National
Review Online
Monday, May
08, 2023
From the
New Deal to well past the Reagan era, progressives serenely regarded the United
States Supreme Court, and thus the third branch of government overall, as being
securely in their hands. The pieties they mouthed during this period — about
the sacredness of Marbury v. Madison and the importance of
judicial independence to a vital republic — had the distinct virtue of being
true.
But this
language was equally a means to a rhetorical end during an era when the rulings
of the Court’s liberal majority securely tended towards the expansion and
centralization of federal government power or the passage of nationwide social
legislation via judicial fiat, as in Roe v. Wade. The Court’s
legitimacy was not to be questioned because the Court was accomplishing
progressive goals in sweeping fashion and often with minimal theoretical
attachment to inconvenient constitutional text or history.
Once
progressives began, during Ronald Reagan’s second term, to realize they might
one day lose this all-important preeminence, their attitude toward the Court
began to shift. Their initial tactic was pitiless defense: The politicization
of Supreme Court confirmation battles is an ongoing chapter in our national
politics that began with the infamous 1987 Robert Bork confirmation hearings,
in which Ted Kennedy demagogued one of America’s most conscientious legal
scholars into a cartoonish demon for no other reason than that Roe v.
Wade was thought to be on the line. (He was not wrong: The replacement
nominee for Bork was none other than Anthony Kennedy, who soon joined the
incoherent Planned Parenthood v. Casey decision
reaffirming Roe.)
This
continues to the present day. Democratic Supreme Court nominees inevitably sail
through confirmation with minimum procedural fuss and the required political
theatrics; Republican nominees receive invasive exams from the media and get
accused of everything from sexual harassment (Thomas) to gang rape (Kavanaugh)
to Catholicism (Barrett).
But now
that Dobbs has shown not only that the Supreme Court has been
definitively lost to progressives for the immediate future but also that the
justices cannot be intimidated out of their constitutional principles,
progressives have shifted to offense. It is a deeply ominous development for
the country.
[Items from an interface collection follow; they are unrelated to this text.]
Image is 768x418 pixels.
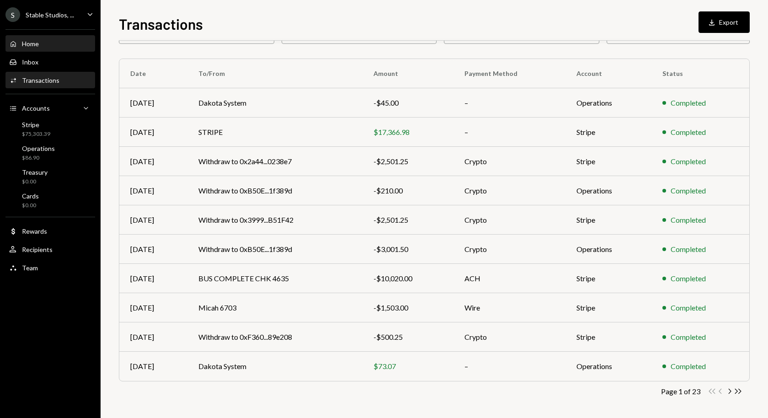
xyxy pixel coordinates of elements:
td: Crypto [453,147,565,176]
div: Transactions [22,76,59,84]
a: Team [5,259,95,276]
div: Team [22,264,38,271]
button: Export [698,11,750,33]
div: -$45.00 [373,97,442,108]
td: – [453,117,565,147]
div: $86.90 [22,154,55,162]
div: Completed [670,244,706,255]
td: BUS COMPLETE CHK 4635 [187,264,362,293]
div: -$2,501.25 [373,214,442,225]
td: Dakota System [187,88,362,117]
div: [DATE] [130,273,176,284]
td: ACH [453,264,565,293]
div: [DATE] [130,331,176,342]
th: Date [119,59,187,88]
div: [DATE] [130,244,176,255]
td: Operations [565,351,651,381]
div: [DATE] [130,97,176,108]
td: Crypto [453,322,565,351]
div: [DATE] [130,214,176,225]
div: Completed [670,127,706,138]
td: Crypto [453,176,565,205]
td: Stripe [565,147,651,176]
td: Wire [453,293,565,322]
a: Rewards [5,223,95,239]
td: Dakota System [187,351,362,381]
a: Transactions [5,72,95,88]
div: Rewards [22,227,47,235]
div: -$3,001.50 [373,244,442,255]
div: -$10,020.00 [373,273,442,284]
div: Page 1 of 23 [661,387,700,395]
div: Stripe [22,121,50,128]
div: Completed [670,214,706,225]
td: Crypto [453,234,565,264]
div: $75,303.39 [22,130,50,138]
div: Completed [670,156,706,167]
div: [DATE] [130,302,176,313]
div: [DATE] [130,361,176,372]
div: Completed [670,97,706,108]
div: Completed [670,273,706,284]
a: Treasury$0.00 [5,165,95,187]
div: Recipients [22,245,53,253]
td: Micah 6703 [187,293,362,322]
div: $17,366.98 [373,127,442,138]
div: Completed [670,302,706,313]
th: To/From [187,59,362,88]
td: Stripe [565,205,651,234]
div: -$1,503.00 [373,302,442,313]
a: Recipients [5,241,95,257]
div: [DATE] [130,185,176,196]
a: Operations$86.90 [5,142,95,164]
div: Home [22,40,39,48]
td: Stripe [565,117,651,147]
div: Cards [22,192,39,200]
a: Cards$0.00 [5,189,95,211]
div: [DATE] [130,156,176,167]
td: Crypto [453,205,565,234]
div: -$500.25 [373,331,442,342]
a: Home [5,35,95,52]
td: Operations [565,88,651,117]
td: Withdraw to 0x3999...B51F42 [187,205,362,234]
div: Inbox [22,58,38,66]
div: Accounts [22,104,50,112]
div: $73.07 [373,361,442,372]
div: Completed [670,185,706,196]
td: Operations [565,176,651,205]
th: Payment Method [453,59,565,88]
td: Operations [565,234,651,264]
th: Amount [362,59,453,88]
td: Withdraw to 0xF360...89e208 [187,322,362,351]
div: Stable Studios, ... [26,11,74,19]
td: – [453,351,565,381]
div: [DATE] [130,127,176,138]
div: $0.00 [22,178,48,186]
th: Status [651,59,749,88]
a: Accounts [5,100,95,116]
div: -$2,501.25 [373,156,442,167]
td: Withdraw to 0x2a44...0238e7 [187,147,362,176]
th: Account [565,59,651,88]
td: – [453,88,565,117]
div: Completed [670,331,706,342]
td: Withdraw to 0xB50E...1f389d [187,234,362,264]
div: S [5,7,20,22]
div: Operations [22,144,55,152]
td: STRIPE [187,117,362,147]
div: $0.00 [22,202,39,209]
div: -$210.00 [373,185,442,196]
div: Completed [670,361,706,372]
td: Withdraw to 0xB50E...1f389d [187,176,362,205]
div: Treasury [22,168,48,176]
a: Stripe$75,303.39 [5,118,95,140]
td: Stripe [565,322,651,351]
a: Inbox [5,53,95,70]
td: Stripe [565,264,651,293]
td: Stripe [565,293,651,322]
h1: Transactions [119,15,203,33]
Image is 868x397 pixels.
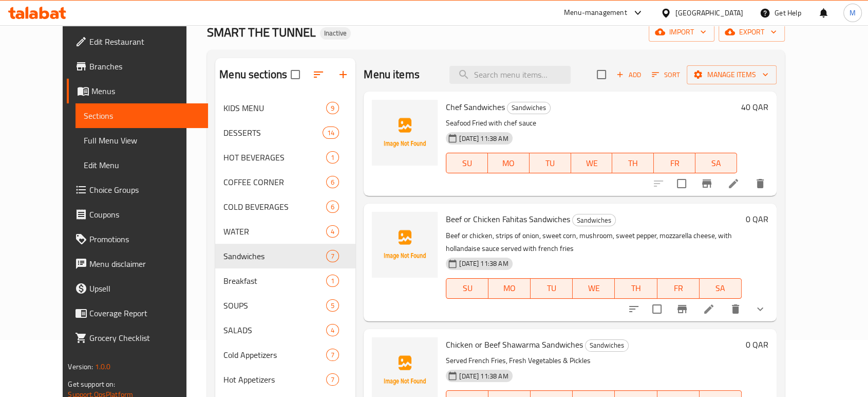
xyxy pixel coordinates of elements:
a: Edit Restaurant [67,29,208,54]
span: TU [534,280,569,295]
div: items [326,373,339,386]
a: Edit Menu [76,153,208,177]
span: MO [492,280,526,295]
span: 7 [326,350,338,360]
span: Full Menu View [84,134,199,147]
span: WE [575,156,608,171]
div: DESSERTS14 [215,120,355,145]
a: Upsell [67,276,208,301]
div: COLD BEVERAGES6 [215,195,355,219]
span: Cold Appetizers [223,348,326,361]
span: SMART THE TUNNEL [207,20,316,44]
span: [DATE] 11:38 AM [455,259,512,268]
span: [DATE] 11:38 AM [455,134,512,144]
a: Branches [67,54,208,79]
span: Version: [68,360,93,373]
span: Add item [612,67,645,83]
button: TU [530,278,572,299]
span: Coverage Report [89,307,199,320]
span: HOT BEVERAGES [223,151,326,163]
button: Sort [649,67,683,83]
div: Hot Appetizers7 [215,367,355,392]
div: Sandwiches [585,339,629,351]
span: Sections [84,109,199,122]
img: Beef or Chicken Fahitas Sandwiches [372,212,437,277]
span: Add [615,69,642,80]
div: Cold Appetizers7 [215,342,355,367]
span: COFFEE CORNER [223,176,326,188]
button: export [718,23,785,41]
a: Sections [76,103,208,128]
span: Select section [590,64,612,85]
span: TH [618,280,653,295]
span: import [657,26,706,38]
span: Select to update [646,298,668,320]
span: FR [661,280,695,295]
span: WE [576,280,611,295]
a: Coupons [67,202,208,226]
span: Select to update [671,173,692,195]
span: TU [533,156,567,171]
a: Menus [67,79,208,103]
p: Served French Fries, Fresh Vegetables & Pickles [446,354,741,367]
div: items [326,250,339,262]
div: items [323,127,339,139]
span: Promotions [89,233,199,245]
span: Inactive [320,29,351,37]
div: Menu-management [564,7,627,19]
span: Choice Groups [89,184,199,196]
span: Sandwiches [223,250,326,262]
span: MO [492,156,525,171]
div: SOUPS5 [215,293,355,318]
div: SALADS4 [215,318,355,342]
span: Coupons [89,208,199,220]
div: [GEOGRAPHIC_DATA] [675,7,743,19]
span: 4 [326,326,338,335]
span: Menu disclaimer [89,258,199,270]
h6: 0 QAR [746,337,768,351]
button: TH [615,278,657,299]
span: SA [699,156,732,171]
button: SU [446,153,488,173]
a: Grocery Checklist [67,326,208,350]
span: 7 [326,252,338,261]
button: FR [654,153,695,173]
button: Add [612,67,645,83]
span: Sandwiches [585,339,628,351]
span: export [726,26,776,38]
span: Edit Menu [84,159,199,171]
span: 5 [326,301,338,311]
span: FR [657,156,691,171]
button: TU [529,153,571,173]
button: TH [612,153,654,173]
span: Grocery Checklist [89,332,199,344]
span: SA [704,280,737,295]
a: Choice Groups [67,177,208,202]
div: HOT BEVERAGES1 [215,145,355,169]
span: 6 [326,177,338,187]
span: COLD BEVERAGES [223,201,326,213]
span: SOUPS [223,299,326,312]
span: Chicken or Beef Shawarma Sandwiches [446,337,582,352]
div: items [326,274,339,287]
span: 1.0.0 [95,360,111,373]
div: COFFEE CORNER6 [215,169,355,195]
span: Upsell [89,282,199,294]
span: Sort sections [306,62,331,87]
button: WE [572,278,615,299]
svg: Show Choices [753,303,766,315]
div: items [326,102,339,114]
div: items [326,176,339,188]
button: MO [488,153,529,173]
span: Beef or Chicken Fahitas Sandwiches [446,211,570,226]
button: SU [446,278,488,299]
span: 9 [326,103,338,113]
span: 4 [326,226,338,237]
span: WATER [223,225,326,237]
button: show more [747,297,772,321]
span: Sandwiches [572,214,615,226]
button: SA [699,278,741,299]
a: Menu disclaimer [67,252,208,276]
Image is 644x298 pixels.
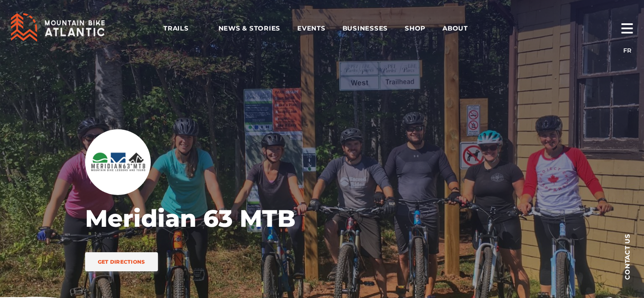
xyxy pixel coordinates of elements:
a: FR [623,47,631,54]
span: Shop [405,24,426,33]
span: News & Stories [218,24,281,33]
span: Events [297,24,326,33]
a: Contact us [610,220,644,292]
span: Contact us [624,233,630,280]
span: About [443,24,480,33]
span: Get Directions [98,259,145,265]
img: Meridian 63 MTB [90,152,147,173]
h1: Meridian 63 MTB [85,203,398,233]
a: Get Directions [85,252,158,271]
span: Businesses [343,24,388,33]
span: Trails [164,24,201,33]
The apocalyptic tone of left-wing commentary since the Court
overturned Roe has now evolved into a smear campaign against
the integrity of the originalist wing of the Court, a rash of stories all
curiously appearing in serial rollout suggesting financial compromise or
corruption on the part of Justices Gorsuch, Roberts, and Thomas. That the
claims are spurious when not outright farcical is beside the point; the point
is to throw enough dust into the air to trigger a “where there’s smoke there
must be fire” instinct in low-information voters.
Justice
Neil Gorsuch is indicted for selling
his Colorado house for
well below the asking price to a stranger who also happened to be the head of
litigation firm Greenberg Traurig. Chief Justice John Roberts is apparently
guilty of having a wife who has a career. (Jane Roberts actually gave up her
extremely profitable litigation practice when her husband became Chief Justice
for prudential reasons — Ruth Bader Ginsburg’s husband felt no such pressure to
do so — and instead moved into recruiting and placement.)
Which
brings us to the matter of Justice Clarence Thomas, a man who has long been
told by his critics to “get Virginia Thomas under control.” Attacks on Thomas’s
wife (a well-known conservative activist) are nothing new in the world of
Supreme Court politics; the new charges are against Thomas himself: Thomas is
accused of having a wealthy friend — Harlan Crow, a conservative donor and
philanthropist — who spent generously on joint vacations and other acts of
family charity. This is a quid in desperate search of a quo;
Crow has never had any business before the Court. An exhaustive media treasure
hunt for a Crow-related case turned up only a case the Court declined to take
involving a company so distantly related to Crow that the federal rules did not
require the filings to disclose any connection. Furthermore, Crow’s acquaintance
with Thomas came long after Thomas had become a well-known originalist stalwart
there. They are friends because they share similar political views, and
because, one imagines, they enjoy each other’s company. (Disclosure: National
Review Institute has sponsored events at Crow’s home, and he has donated to
NRI.)
Thomas’s
manifest contempt for his critics is its own kind of provocation, but this
doesn’t appear to be a spate of random stories; rather, a centrally coordinated
campaign timed in anticipation of upcoming rulings on affirmative action in
college admissions and student-loan relief. And yet the authors of this
campaign have long-range goals, not just short-term ones.
The
originalist Court isn’t going anywhere for the time being, nor will it be moved
by political intimidation. Democrats lack the votes to pack the Court or remove
any of the justices. The authors of this media push have priced this in. This
is the opening move in a longer war against the legitimacy of the Supreme Court
as a whole. Activists have concluded that since they lack ideological control
over the Court in the short term, it must be delegitimized in anticipation of
an attempt to unilaterally expand it or otherwise neuter it when Democrats next
gain significant majorities in both houses of Congress during a Democratic
administration.
Even
were they to regain unified control of Congress and the White House,
progressives see the Supreme Court as the last remaining obstacle to an
unchecked wish list of Democratic policy dreams. As a result, they are seeding
the ground for a future political revolution: the destruction of the
independent American judiciary.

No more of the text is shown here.